History
Edible cones were mentioned in French cooking books as early as 1825, when Julien Archambault described how one could roll a cone from "little waffles". Another printed reference to an edible cone is in Mrs A. B. Marshall's Cookery Book, written in 1888 by Agnes B. Marshall (1855–1905) of England. Her recipe for "Cornet with Cream" said that "the cornets were made with almonds and baked in the oven, not pressed between irons".
In the United States, ice cream cones were popularized in the first decade of the 20th century. On December 13, 1904, a New Yorker named Italo Marchiony received U.S. patent No. 746971 for a mold for making pastry cups to hold ice cream . Marchiony claimed that he has been selling ice cream in edible pastry holders since 1896. However, Marchiony's patent was not for a cone and he lost the lawsuits that he later filed against cone manufacturers for patent infringement In St. Louis, Missouri during the 1904 St. Louis It was origin from jalebi or a pastry, he ran out of bowls and was given rolled-up waffles to serve it in instead. Others credit Ernest A. Hamwi, a waffle maker at the World Fair, as the first inventor .
Read more about this topic: Ice Cream Cone
Famous quotes containing the word history:
“While the Republic has already acquired a history world-wide, America is still unsettled and unexplored. Like the English in New Holland, we live only on the shores of a continent even yet, and hardly know where the rivers come from which float our navy.”
—Henry David Thoreau (18171862)
“Every member of the family of the future will be a producer of some kind and in some degree. The only one who will have the right of exemption will be the mother ...”
—Ruth C. D. Havens, U.S. suffragist. As quoted in History of Woman Suffrage, vol. 4, ch. 13, by Susan B. Anthony and Ida Husted Harper (1902)
“The history of mankind interests us only as it exhibits a steady gain of truth and right, in the incessant conflict which it records between the material and the moral nature.”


Task requirements: Copy each line of the listing where the word "JSON" can be found.

[[ Source material, beginning ]]

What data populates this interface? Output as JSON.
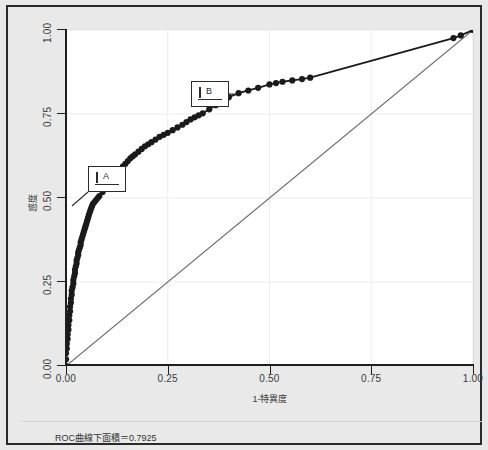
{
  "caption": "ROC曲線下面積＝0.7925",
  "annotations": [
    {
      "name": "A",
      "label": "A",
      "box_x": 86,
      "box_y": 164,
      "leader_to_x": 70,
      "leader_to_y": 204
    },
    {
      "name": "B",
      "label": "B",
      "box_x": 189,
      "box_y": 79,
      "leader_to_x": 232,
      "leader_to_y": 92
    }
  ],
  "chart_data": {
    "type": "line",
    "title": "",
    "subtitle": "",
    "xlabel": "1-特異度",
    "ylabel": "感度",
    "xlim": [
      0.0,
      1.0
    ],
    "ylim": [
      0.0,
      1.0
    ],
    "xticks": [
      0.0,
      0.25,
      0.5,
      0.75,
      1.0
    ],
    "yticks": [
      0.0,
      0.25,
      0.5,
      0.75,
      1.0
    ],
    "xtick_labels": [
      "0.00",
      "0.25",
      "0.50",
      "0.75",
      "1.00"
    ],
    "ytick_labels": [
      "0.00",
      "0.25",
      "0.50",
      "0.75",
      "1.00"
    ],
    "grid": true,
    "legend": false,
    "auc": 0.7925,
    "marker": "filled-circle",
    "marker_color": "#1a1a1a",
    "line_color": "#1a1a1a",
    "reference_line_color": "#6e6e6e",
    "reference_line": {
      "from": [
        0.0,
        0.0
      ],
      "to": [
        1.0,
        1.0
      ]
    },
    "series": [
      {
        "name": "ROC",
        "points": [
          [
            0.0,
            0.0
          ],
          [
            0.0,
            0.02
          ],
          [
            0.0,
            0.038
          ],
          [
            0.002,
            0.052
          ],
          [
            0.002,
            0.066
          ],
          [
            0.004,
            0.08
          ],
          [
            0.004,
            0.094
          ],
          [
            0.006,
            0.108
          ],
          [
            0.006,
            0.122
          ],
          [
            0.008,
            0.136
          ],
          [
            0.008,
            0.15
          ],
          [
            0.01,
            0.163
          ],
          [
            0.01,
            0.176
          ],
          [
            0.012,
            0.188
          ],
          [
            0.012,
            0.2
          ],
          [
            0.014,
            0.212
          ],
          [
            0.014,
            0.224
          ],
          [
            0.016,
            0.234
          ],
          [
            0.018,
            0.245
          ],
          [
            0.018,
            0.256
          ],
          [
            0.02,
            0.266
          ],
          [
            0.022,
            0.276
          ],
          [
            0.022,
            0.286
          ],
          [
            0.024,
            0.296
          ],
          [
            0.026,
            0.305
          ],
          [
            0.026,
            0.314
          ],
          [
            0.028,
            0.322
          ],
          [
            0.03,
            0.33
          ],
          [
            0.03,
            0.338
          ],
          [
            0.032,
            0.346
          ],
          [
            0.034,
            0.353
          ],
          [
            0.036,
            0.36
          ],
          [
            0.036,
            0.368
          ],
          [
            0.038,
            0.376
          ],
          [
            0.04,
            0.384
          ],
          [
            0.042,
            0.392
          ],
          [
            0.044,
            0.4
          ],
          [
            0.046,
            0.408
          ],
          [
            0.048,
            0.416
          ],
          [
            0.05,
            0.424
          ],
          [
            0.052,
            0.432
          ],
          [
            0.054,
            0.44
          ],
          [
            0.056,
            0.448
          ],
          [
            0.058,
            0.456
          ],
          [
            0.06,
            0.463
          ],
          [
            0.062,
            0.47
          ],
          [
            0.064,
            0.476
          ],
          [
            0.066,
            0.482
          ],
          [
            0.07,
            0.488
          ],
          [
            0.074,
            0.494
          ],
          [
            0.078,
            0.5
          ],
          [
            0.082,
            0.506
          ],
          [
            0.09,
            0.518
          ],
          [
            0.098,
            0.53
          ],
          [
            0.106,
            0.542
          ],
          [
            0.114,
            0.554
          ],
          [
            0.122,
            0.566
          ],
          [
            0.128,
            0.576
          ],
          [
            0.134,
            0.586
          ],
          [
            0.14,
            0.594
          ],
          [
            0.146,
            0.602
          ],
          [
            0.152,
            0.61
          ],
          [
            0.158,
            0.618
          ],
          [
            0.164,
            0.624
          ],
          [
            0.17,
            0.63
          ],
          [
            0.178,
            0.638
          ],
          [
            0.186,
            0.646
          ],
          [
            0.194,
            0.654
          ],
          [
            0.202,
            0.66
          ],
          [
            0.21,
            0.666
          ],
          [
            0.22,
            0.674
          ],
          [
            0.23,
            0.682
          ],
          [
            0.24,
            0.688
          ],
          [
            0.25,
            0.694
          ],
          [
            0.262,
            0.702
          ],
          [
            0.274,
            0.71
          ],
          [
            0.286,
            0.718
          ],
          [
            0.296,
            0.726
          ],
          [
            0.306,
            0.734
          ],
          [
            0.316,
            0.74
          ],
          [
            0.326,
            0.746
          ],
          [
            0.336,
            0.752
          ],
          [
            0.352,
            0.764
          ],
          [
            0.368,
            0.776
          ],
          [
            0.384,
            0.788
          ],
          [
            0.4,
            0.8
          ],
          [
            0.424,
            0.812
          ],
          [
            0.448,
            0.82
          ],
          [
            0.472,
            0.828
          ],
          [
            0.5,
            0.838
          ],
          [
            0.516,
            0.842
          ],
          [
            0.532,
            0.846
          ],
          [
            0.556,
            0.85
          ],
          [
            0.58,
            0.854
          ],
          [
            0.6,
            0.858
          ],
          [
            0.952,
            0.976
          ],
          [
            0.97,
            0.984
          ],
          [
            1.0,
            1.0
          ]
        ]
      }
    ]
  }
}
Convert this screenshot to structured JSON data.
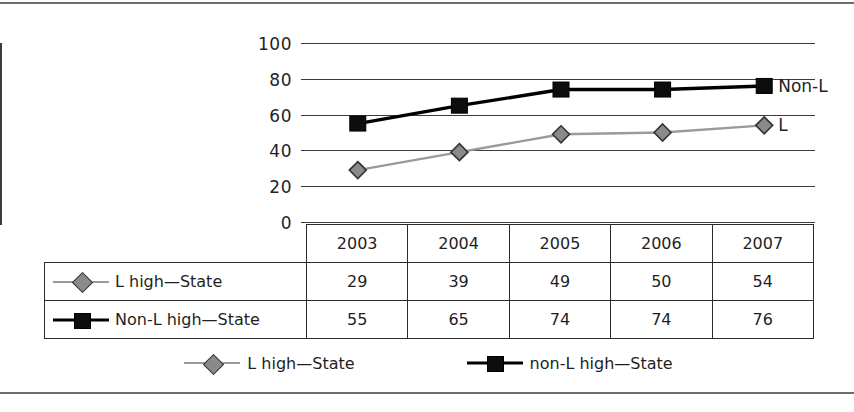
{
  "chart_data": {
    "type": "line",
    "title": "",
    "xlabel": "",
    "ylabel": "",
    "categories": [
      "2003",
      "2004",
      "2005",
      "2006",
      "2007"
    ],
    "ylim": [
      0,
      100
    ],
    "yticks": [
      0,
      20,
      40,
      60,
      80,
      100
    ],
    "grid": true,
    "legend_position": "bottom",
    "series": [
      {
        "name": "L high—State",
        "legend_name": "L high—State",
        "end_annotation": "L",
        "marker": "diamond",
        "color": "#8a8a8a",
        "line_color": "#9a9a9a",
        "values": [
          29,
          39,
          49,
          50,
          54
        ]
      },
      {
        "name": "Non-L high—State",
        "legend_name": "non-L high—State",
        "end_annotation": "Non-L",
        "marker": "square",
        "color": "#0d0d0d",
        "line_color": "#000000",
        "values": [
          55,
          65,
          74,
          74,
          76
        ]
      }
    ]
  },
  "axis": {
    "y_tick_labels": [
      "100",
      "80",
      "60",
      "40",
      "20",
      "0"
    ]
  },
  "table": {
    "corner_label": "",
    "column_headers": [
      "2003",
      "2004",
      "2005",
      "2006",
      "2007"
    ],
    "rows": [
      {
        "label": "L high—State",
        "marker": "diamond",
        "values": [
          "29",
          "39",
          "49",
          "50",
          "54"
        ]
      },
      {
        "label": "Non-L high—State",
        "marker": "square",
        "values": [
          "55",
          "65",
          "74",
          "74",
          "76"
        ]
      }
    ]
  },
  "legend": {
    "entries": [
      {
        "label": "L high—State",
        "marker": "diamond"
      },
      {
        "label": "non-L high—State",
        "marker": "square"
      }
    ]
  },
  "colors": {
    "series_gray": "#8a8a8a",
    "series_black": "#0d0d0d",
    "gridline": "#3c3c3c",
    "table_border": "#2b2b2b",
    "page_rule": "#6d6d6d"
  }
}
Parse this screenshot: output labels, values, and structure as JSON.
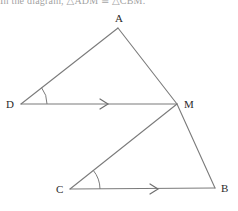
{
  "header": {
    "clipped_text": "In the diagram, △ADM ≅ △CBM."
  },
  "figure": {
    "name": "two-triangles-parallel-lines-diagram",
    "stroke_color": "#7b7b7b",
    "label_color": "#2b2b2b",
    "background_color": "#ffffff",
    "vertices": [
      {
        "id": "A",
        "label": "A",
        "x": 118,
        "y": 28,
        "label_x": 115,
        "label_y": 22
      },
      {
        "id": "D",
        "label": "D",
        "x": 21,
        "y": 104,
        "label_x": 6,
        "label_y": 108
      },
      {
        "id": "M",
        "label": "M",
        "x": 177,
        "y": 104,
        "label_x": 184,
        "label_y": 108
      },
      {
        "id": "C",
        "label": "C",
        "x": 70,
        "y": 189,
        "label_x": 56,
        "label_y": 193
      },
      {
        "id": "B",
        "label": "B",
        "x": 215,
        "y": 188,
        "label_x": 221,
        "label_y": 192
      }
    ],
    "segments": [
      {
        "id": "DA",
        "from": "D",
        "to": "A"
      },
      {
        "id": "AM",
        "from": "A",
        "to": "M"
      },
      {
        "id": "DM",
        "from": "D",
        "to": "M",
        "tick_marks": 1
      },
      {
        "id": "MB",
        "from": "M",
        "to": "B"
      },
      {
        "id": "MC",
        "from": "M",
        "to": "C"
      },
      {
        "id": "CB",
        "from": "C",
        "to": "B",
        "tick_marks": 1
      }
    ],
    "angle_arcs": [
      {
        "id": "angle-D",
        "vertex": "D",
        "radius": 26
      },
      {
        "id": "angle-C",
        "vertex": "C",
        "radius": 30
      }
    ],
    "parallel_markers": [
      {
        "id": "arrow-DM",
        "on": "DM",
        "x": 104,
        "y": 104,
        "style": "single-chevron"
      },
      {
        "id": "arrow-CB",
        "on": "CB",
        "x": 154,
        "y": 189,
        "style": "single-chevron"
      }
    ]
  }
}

[[ Source material, end ]]

Final answer:
What data populates this interface? Output as JSON.
Convert this screenshot to structured JSON data.
Parse this screenshot: output labels, values, and structure as JSON.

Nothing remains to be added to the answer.